Takeaway: Why more people are not talking about this as a key AMZN issue boggles my mind.

I scratch my head – really hard – to understand why more people are simply not focused on the fact (and it is a fact) that AMZN is going towards the sub-Prime end of the credit spectrum.  Maybe it’s because this is covered by either retail analysts or tech analysts – with no insight from Consumer Credit Analysts (they need #Steiner).  Here’s my thinking…

  • We all know that Prime is sitting in roughly 50% of households today – 49% by our math. Is it going to 100%? No. 70%? Probably. But with 2,000bps increased penetration in Prime in just 18 months, there’s little question for us that Prime growth is #slowing.
  • Before all the uber-Amazon bulls send me hate-mails (which I’m ok with) keep in mind that I am NOT saying that Prime dollars are slowing. Just household penetration. That means AMZN has to put more value in the box, build/buy content across all categories, AND draw in a lower income customer.
  • Consider our survey results of 1,000 Prime/Non-Prime consumers across demo groups. The first chart below shows the new Prime members by FICO score over the past five years. New members are lower credit quality – full stop.
  • That’s EXACTLY why AMZN launched the upgraded Prime Card w 5% off all AMZN purchases, and between 1-3% on everything from gas to a $15 burger, to a $3,000 Labradoodle, to a $10,000 Harley. Most other store cards can only be used at the store in question. Not AMZN – it’s got the ‘go big or go home’ thing going for it.
  • What’s even more surprising than less overlap in Amex than you might think (this even surprised Steiner – and supports his negative call on Amex as theres now added risk to the ‘card wars’ we’re seeing out there) is the number of ‘other’ cards people carry.
  • Why? Those ‘other’ are store cards – KSS, M, BBY, etc… These are cards that people use at a 24% APR – probably bc that’s among the only credit they have. AMZN is looking to disrupt that.  
  • And yes, AWS is funding this – as it is drones, blimps, anchor tenant real estate, and subterranean delivery networks. Good idea or bad idea…I don’t care. The fact is that AMZN will try, and that’s disruptive enough.

This is all part of the best game of Chess I have ever seen a CEO play in my career. Fortunately for us, the appreciation of all these trends is obfuscated by the fact that Analysts are too focused on singular parts of the business (retail, AWS, credit) instead of the whole company in its entirety. There’s your opportunity.

We’re hosting what I’m calling a ‘mega Black Book’ on March 6th to review how the retail supply chain -- everything from Asia to Taxes, to Reflation, to product replacement cycles, to Durable and Non-Durable brands, to Mall REITs, to transformational cross sector deals) will play out in the face of the most disruptive cross currents in our lifetimes (so far).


→ WORK INSTRUCTIONS: Retype each line of the listing below, word for word.

→ AVAILABLE DATA:
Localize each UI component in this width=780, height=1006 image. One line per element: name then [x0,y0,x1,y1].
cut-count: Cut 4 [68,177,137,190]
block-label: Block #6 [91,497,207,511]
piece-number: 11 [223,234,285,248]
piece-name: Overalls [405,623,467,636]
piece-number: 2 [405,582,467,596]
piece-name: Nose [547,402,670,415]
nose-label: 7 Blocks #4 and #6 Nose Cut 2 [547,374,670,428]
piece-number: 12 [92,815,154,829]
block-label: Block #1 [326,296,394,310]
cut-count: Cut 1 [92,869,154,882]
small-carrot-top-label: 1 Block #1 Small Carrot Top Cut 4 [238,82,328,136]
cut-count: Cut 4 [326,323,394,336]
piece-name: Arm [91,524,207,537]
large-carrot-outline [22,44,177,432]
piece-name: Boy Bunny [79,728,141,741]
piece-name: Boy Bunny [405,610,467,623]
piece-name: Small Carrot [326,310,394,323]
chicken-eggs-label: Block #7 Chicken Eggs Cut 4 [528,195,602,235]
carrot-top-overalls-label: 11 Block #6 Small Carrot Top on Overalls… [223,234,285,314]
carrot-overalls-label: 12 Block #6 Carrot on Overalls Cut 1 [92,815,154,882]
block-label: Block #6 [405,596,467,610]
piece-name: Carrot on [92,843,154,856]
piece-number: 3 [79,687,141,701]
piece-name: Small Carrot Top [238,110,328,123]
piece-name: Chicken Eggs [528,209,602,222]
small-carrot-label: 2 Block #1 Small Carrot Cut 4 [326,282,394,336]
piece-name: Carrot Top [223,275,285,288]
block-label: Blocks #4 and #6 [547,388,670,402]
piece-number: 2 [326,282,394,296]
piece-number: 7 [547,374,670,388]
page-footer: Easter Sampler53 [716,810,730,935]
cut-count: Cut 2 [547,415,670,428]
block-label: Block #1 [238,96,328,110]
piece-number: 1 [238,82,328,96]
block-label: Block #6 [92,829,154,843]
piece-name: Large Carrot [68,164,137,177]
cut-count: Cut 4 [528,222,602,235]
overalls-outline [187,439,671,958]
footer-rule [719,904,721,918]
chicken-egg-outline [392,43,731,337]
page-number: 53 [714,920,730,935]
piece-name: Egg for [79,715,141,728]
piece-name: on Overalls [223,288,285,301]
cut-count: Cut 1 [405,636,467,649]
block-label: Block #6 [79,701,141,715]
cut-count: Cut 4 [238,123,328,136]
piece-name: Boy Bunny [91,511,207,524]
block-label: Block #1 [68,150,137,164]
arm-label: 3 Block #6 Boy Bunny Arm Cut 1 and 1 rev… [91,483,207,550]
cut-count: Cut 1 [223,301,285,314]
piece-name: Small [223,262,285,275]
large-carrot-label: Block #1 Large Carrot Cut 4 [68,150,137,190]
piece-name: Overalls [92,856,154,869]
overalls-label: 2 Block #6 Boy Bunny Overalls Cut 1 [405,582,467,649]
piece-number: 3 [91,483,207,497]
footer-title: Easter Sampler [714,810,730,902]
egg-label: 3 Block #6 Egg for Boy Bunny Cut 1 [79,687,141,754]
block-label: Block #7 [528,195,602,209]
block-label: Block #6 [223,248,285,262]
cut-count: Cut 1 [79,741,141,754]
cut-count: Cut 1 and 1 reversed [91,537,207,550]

→ OUTPUT FOR THIS EXERCISE:
Localize each UI component in this width=780, height=1006 image. One line per element: name then [x0,y0,x1,y1].
cut-count: Cut 4 [68,177,137,190]
block-label: Block #6 [91,497,207,511]
piece-number: 11 [223,234,285,248]
piece-name: Overalls [405,623,467,636]
piece-number: 2 [405,582,467,596]
piece-name: Nose [547,402,670,415]
nose-label: 7 Blocks #4 and #6 Nose Cut 2 [547,374,670,428]
piece-number: 12 [92,815,154,829]
block-label: Block #1 [326,296,394,310]
cut-count: Cut 1 [92,869,154,882]
small-carrot-top-label: 1 Block #1 Small Carrot Top Cut 4 [238,82,328,136]
cut-count: Cut 4 [326,323,394,336]
piece-name: Arm [91,524,207,537]
large-carrot-outline [22,44,177,432]
piece-name: Boy Bunny [79,728,141,741]
piece-name: Boy Bunny [405,610,467,623]
piece-name: Small Carrot [326,310,394,323]
chicken-eggs-label: Block #7 Chicken Eggs Cut 4 [528,195,602,235]
carrot-top-overalls-label: 11 Block #6 Small Carrot Top on Overalls… [223,234,285,314]
carrot-overalls-label: 12 Block #6 Carrot on Overalls Cut 1 [92,815,154,882]
block-label: Block #6 [405,596,467,610]
piece-name: Carrot on [92,843,154,856]
piece-number: 3 [79,687,141,701]
piece-name: Small Carrot Top [238,110,328,123]
piece-name: Chicken Eggs [528,209,602,222]
small-carrot-label: 2 Block #1 Small Carrot Cut 4 [326,282,394,336]
piece-name: Carrot Top [223,275,285,288]
block-label: Blocks #4 and #6 [547,388,670,402]
piece-number: 2 [326,282,394,296]
piece-number: 7 [547,374,670,388]
page-footer: Easter Sampler53 [716,810,730,935]
cut-count: Cut 2 [547,415,670,428]
block-label: Block #1 [238,96,328,110]
piece-number: 1 [238,82,328,96]
block-label: Block #6 [92,829,154,843]
piece-name: Large Carrot [68,164,137,177]
cut-count: Cut 4 [528,222,602,235]
overalls-outline [187,439,671,958]
footer-rule [719,904,721,918]
chicken-egg-outline [392,43,731,337]
page-number: 53 [714,920,730,935]
piece-name: Egg for [79,715,141,728]
piece-name: on Overalls [223,288,285,301]
cut-count: Cut 1 [405,636,467,649]
block-label: Block #6 [79,701,141,715]
cut-count: Cut 4 [238,123,328,136]
piece-name: Boy Bunny [91,511,207,524]
block-label: Block #1 [68,150,137,164]
arm-label: 3 Block #6 Boy Bunny Arm Cut 1 and 1 rev… [91,483,207,550]
cut-count: Cut 1 [223,301,285,314]
piece-name: Small [223,262,285,275]
large-carrot-label: Block #1 Large Carrot Cut 4 [68,150,137,190]
piece-name: Overalls [92,856,154,869]
overalls-label: 2 Block #6 Boy Bunny Overalls Cut 1 [405,582,467,649]
piece-number: 3 [91,483,207,497]
footer-title: Easter Sampler [714,810,730,902]
egg-label: 3 Block #6 Egg for Boy Bunny Cut 1 [79,687,141,754]
block-label: Block #7 [528,195,602,209]
block-label: Block #6 [223,248,285,262]
cut-count: Cut 1 [79,741,141,754]
cut-count: Cut 1 and 1 reversed [91,537,207,550]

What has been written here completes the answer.